— — the prairie river that flows the wrong way home.
“Most American rivers run south to a gulf. The Red River of the North runs the other way — out of Lake Traverse on the Minnesota and South Dakota line, north along the border with North Dakota, past Fargo and Grand Forks, into Manitoba, and out into Lake Winnipeg. Its valley is the old bed of glacial Lake Agassiz, which is why the wheat country it crosses is so flat and so black.
Each tile is finished by hand in our Knoxville studio. Artwork is slowly infused into the ceramic surface under high heat and pressure, and rests beneath a thin glossy finish. The colour lives in the surface, not on top of it.

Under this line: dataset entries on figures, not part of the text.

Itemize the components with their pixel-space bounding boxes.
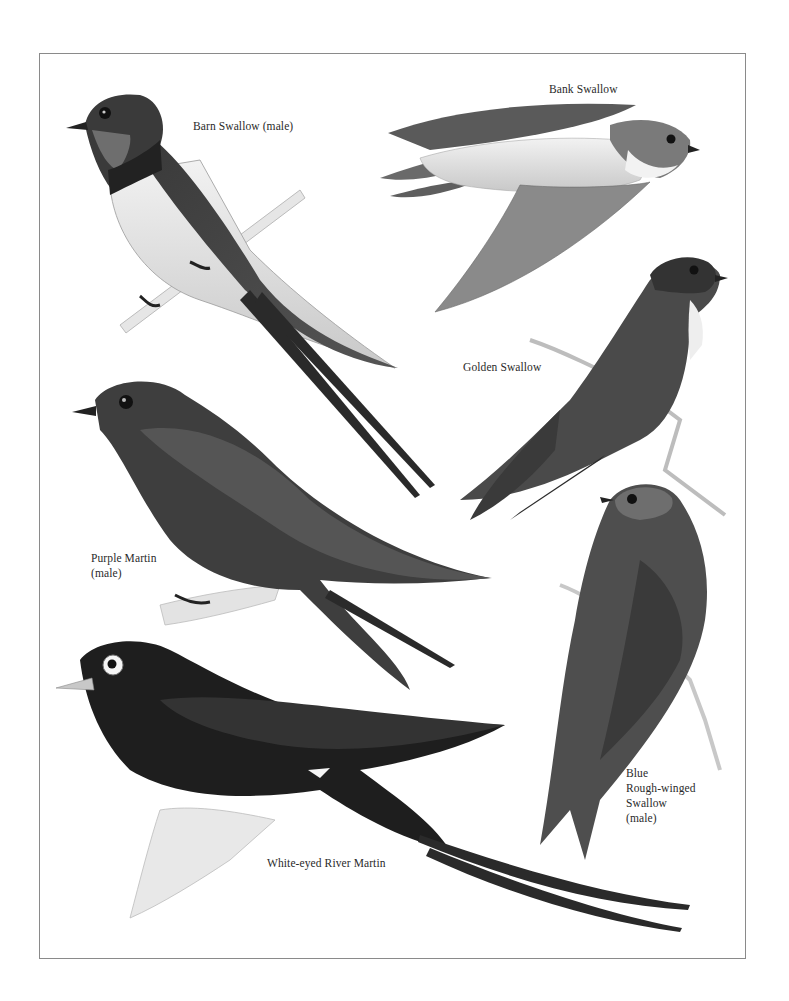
label-bank-swallow: Bank Swallow bbox=[549, 82, 618, 97]
label-purple-martin: Purple Martin (male) bbox=[91, 551, 157, 581]
golden-swallow-illustration bbox=[460, 257, 728, 520]
illustration-artwork bbox=[0, 0, 789, 1001]
label-blue-rough-winged-swallow: Blue Rough-winged Swallow (male) bbox=[626, 766, 696, 826]
label-golden-swallow: Golden Swallow bbox=[463, 360, 541, 375]
label-white-eyed-river-martin: White-eyed River Martin bbox=[267, 856, 386, 871]
label-barn-swallow: Barn Swallow (male) bbox=[193, 119, 293, 134]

Pick any four 4-inch tiles — National Parks you've been to, a Smokies set, the four seasons of one place. $ for a set of , cork-backed, ready to live on the table.
The Red River of the North forms at the confluence of the Bois de Sioux and Otter Tail rivers at Wahpeton, North Dakota, and Breckenridge, Minnesota, then runs roughly 885 kilometres north into Lake Winnipeg in Manitoba. The river marks the border between Minnesota and North Dakota for its entire United States course and is the principal drainage of the Red River Valley, the old lakebed of glacial Lake Agassiz. The basin covers about 287,500 square kilometres and supports some of the most productive wheat, sugar-beet, and soybean cropland in North America.
The Red runs slow and dark, the colour of strong tea, because it carries fine clay and organic matter from the Agassiz lakebed. Its gradient is unusually shallow — less than 13 centimetres per kilometre on average through the valley — which is why spring snowmelt cannot drain quickly and the river floods almost yearly. The 1997 flood inundated downtown Grand Forks; the 2009 crest at Fargo reached about 12.4 metres, the highest on record. Dyke and diversion works ring both cities. In summer the river warms and supports channel catfish and walleye.
The river runs through four hard seasons. Late March and April are flood season, when frozen ground refuses meltwater and the slow gradient cannot move the volume south to north fast enough. Summer is the visitor window: the cottonwood gallery forest along the banks fills out and the cropland on either side of the valley turns green. Fall brings combines and the smell of sugar-beet harvest around East Grand Forks. By December the river is locked under ice. Lewis and Clark never saw it; the Métis cart trains to Winnipeg followed its course in the 1840s.